The Harvest at (Gulp) The Foot
/In the May 26 Golf World (not yet online), Tim Rosaforte writes about Donald Trump, who he says is a "golf guy with a business sense and now the credibility that comes with a USGA stamp of approval."
He also writes about going to "The Foot" on Monday to test out the rough they are harvesting at yes, Winged Foot. (Branding it The Foot is part of his effort to come up with the cheesiest, least original golf course knicknames possible.)
Anyway, good news from, uh, The Foot. The rough is growing and everyone is so, so happy!
Rosaforte writes that he'd like to have the ball concession when superintendent Eric "Greypok" cuts the grass after the Open. Well, when Eric Greytok cuts it, we'll let Rosaforte go for that concession too.
Online at GolfDigest.com, he offers a lengthier, more painful version of his rough harvest observations.
Walter Driver, president of the U.S. Golf Association and the man in charge of the upcoming U.S. Open, stood on the 10th tee of the West Course at Winged Foot Golf Club on Tuesday, and instead of doing what Ben Hogan said\ -- aim to hit it through the bedroom window of the house behind the green of the 188-yard par 3 -- Driver, a legitimate 2-handicap, struck a rare poor shot, flaring the ball out to the right, where it disappeared in a nest of grass.
It was fitting that the first shot hit by the man who will take all the heat for the deep rough at this year's Open required a search party and almost all of the allotted five minutes before finding his pellet. From there, the players in his group were given a snapshot of the chain reaction that occurs in an Open when a ball doesn't come to rest in the short grass. This is not like your basic tour stop, where the big boys can play bomb and gouge. This is wet wire-brush, wrist-spraining, ball-gobbling, destroy-your-mind vegetation, and so the clubface of Driver's wedge closed down, and the ball squirted back onto the closely mowed grass. From there he chipped on and two-putted for a double-bogey five.
Oh, joy! All of this rough is going to make the U.S. Open all about us, the USGA! They're going to talk about us, and notice, and admire us for putting these Tour boys in their rightful place, which most definitely had better not be 350 yards off the tee!
The early scouting report: Better bring your straight ball. The nitrates, as Walter pointed out, have been working on Winged Foot's lawn. Mix the fertilizer with a wet spring, and a tree-removal program that gives the grass plenty of air and sunlight, and 7,264-yard Winged Foot West is in shape for another massacre.
It's been 22 years, but there is not an Open course that looks more like an Open Course than The Foot, and you can't believe how good the West course looks, how beautiful the green complexes are now that the tree huggers have lost their battle, and how terrorizing it's going to be that third week in June, when the contestants can't take a newspaper double and move with a smile to the next tee.
"Hitting the fairway is recommended here," said Driver at the driveable par-4 sixth.
Ha, ha! Bang fist on table! Such wit!
Halfway through the round, Driver got on his Blackberry and sent a text message to Mike Davis, the USGA's new director of competitions. He had driven into a clump of broccoli on the first hole and couldn't get a club on his ball. After moving it two feet, he expressed to Davis that the second cut was a little too lenient and the third cut a bit too penal. That will be tweaked in time for the opening round on June 15. After Shinnecock in 2004, the president doesn't want this one getting out of hand.
Shinnecock? Something went wrong there?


What you should do: Nothing in the data may be altered; copy it all exactly.

Records:
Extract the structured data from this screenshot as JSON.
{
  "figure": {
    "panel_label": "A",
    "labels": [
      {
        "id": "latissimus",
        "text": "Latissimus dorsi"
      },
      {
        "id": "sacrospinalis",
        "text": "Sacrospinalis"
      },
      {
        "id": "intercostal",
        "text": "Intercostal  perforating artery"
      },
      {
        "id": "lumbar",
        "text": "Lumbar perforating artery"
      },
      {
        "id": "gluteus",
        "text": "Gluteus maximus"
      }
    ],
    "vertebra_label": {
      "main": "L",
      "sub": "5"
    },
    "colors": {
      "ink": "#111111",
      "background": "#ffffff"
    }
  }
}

The completed task:
Extract the structured data from this screenshot as JSON.
{
  "figure": {
    "panel_label": "A",
    "labels": [
      {
        "id": "latissimus",
        "text": "Latissimus dorsi"
      },
      {
        "id": "sacrospinalis",
        "text": "Sacrospinalis"
      },
      {
        "id": "intercostal",
        "text": "Intercostal  perforating artery"
      },
      {
        "id": "lumbar",
        "text": "Lumbar perforating artery"
      },
      {
        "id": "gluteus",
        "text": "Gluteus maximus"
      }
    ],
    "vertebra_label": {
      "main": "L",
      "sub": "5"
    },
    "colors": {
      "ink": "#111111",
      "background": "#ffffff"
    }
  }
}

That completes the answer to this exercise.